Sunday, December 21, 2008

Running to stand still

Liham ng kumadre sa marive_94061@yahoo.com:
AM just now learning the concept of kronos compared to the staid and definitive linear time even as my culture memory is steeped in it. Asian--particularly, the Filipino-- sensibility flows on circular movement of time where the point of a start or of an end is never acutely discernible. It is a blessing and a curse. Therein lies your child-like grip to a firmly-grounded present as well as Nietzsche’s concept of eternal return. He was sensible enough to glance at the world as if time was gone in order to understand such cycle. Must have been a challenge had you faced each other in a time continuum that brought you holding and accepting kismet and fate as cursives to a present we HAVE to believe in; even, as he looked how crooked things can look straight when knowing that the world is spinning between here and no longer.

You know, I will go back to our lessons in aikido to expound on my evolving meditative awareness. It is completely different from the one I learned in my profession and as different as the writer's muse whispering ear-worms. I am now in beginner's level 2. My body is responding voluntarily and easily to daily pilatesian and yogic summons and it is good. My boy-mentor just reached his 7th hundred-years, it seems, last week and he challenges me still by his ability to stand or sit in stillness when he should be driving everyone crazy. Can they really be so young and yet so old? I am now learning to stand still and listen to decibels beyond the hearing of the ordinary listeners. Yes, I know how it feels to be looked at like an alien or a crazed being just because I am developing new modes of communicating and understanding. Wala akong pakialam. Why, that feels good, saying that.

Another part of the course is walking. A course in walking? Yes, barefoot. With thin cardboard slippers. In Nike walk-abouts. In Goretex hikers. On pebble. On sand. On cement. On wood. On green, green grass. On hot. On cold. On ice. In water. Against sand. In a minute. In five. In an hour. For hours on a pair of shoes the sensei will choose-- that will be my final exam for this course. (Btw, I did so well in the falling exam, I won a bamboo sword. How about that? But between us, I felt like a thief getting one while the little ones clapped on.) I look forward towards the torment and joyous enlightenment my sensei promises. In this course, the feet rules. The world rests on it and perceptions of the experience defines how a student will finish the complete beginner's level.

Hilam ng kumpadre sa tagakataga@yahoo.com:
ASTIG talaga ‘yung batang binanggit mo—it takes mental mettle to rein the body to a stillness of sorts… well, life’s a whirl… even a snail’s shell configures a swirl of winds hurling out even shadows on its path.

Remember Ray Bradbury’s “A Sound of Thunder”— at a point in a time continuum, a wee butterfly was crushed underfoot… And so much was lost, generations of greens that could have fed multitudes and sprung forth civilizations, gone in a careless… senseless… insensate step…

Taking steps can be so sublime. I can’t let you in on how walking the walk is done. Can’t share my sturdy nimble legs… and they tell me I’ve been investing lots of time, exertions, and insertions between some damsels’ legs… mwa-ha-ha-ha-haw!

Martial elders have it, it takes around 30 years to absorb the spirit of the108 movements in taikiken… and the learner has to gain mastery over those moves before moving on to walking meditation… aikido is moving meditation, poetry in motion… malupit talaga ano? And all it boils down to is nurturing that all-aware feeling of being at home in one’s body—beyond the confines of kinesiology, anthropometrics, milieu, time or terrain…

“Time won’t leave me as I am, but time won’t take out the child in this man,” so ululated U2’s Bono in allusion to Jesus Christ’s counsel to worldly-wise savant Joseph of Arimathea, “Unless you become a child again, you will not enter the kingdom of God.”

Christmas is for kids like Musa and the kid in you and me— no kidding.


## Your instructions
Report only the number of lines in the entries below that hold the word "Peak".

## Entries shown
══════════

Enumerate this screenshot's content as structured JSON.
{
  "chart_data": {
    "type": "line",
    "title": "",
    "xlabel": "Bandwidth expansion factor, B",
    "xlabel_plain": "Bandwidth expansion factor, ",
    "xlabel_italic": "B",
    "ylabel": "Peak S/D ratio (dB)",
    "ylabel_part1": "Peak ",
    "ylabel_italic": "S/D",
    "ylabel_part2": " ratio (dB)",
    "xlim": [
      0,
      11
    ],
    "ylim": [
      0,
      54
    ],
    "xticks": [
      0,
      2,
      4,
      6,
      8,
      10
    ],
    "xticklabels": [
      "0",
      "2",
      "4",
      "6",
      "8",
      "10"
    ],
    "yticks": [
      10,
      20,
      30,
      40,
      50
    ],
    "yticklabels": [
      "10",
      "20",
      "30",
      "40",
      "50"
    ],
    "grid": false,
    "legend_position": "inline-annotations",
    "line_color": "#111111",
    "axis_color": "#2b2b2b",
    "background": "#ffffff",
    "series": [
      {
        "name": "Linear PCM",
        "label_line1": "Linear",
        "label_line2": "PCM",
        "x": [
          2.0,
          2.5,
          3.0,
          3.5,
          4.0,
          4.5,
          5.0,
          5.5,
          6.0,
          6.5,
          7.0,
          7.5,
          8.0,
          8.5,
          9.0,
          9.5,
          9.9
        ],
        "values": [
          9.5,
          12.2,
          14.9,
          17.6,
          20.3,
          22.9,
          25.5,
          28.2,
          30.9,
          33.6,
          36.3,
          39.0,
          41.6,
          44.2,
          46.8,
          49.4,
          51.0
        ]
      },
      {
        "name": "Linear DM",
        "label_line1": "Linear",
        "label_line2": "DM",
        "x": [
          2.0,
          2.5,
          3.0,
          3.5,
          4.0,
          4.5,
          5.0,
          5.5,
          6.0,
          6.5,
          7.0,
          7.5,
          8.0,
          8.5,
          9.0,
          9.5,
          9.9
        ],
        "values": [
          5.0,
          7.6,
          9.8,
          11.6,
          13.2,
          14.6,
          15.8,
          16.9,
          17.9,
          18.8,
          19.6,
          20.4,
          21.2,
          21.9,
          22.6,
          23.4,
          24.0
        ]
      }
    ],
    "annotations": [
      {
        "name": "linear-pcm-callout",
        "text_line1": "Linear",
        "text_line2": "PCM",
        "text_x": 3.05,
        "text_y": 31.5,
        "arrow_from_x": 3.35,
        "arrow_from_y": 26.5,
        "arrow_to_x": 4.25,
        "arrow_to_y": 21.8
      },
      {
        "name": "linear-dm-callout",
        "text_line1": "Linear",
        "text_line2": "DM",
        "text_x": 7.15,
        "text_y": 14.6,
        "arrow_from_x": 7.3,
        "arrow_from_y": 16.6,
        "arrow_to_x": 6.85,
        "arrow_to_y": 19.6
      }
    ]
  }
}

══════════

## Solution
2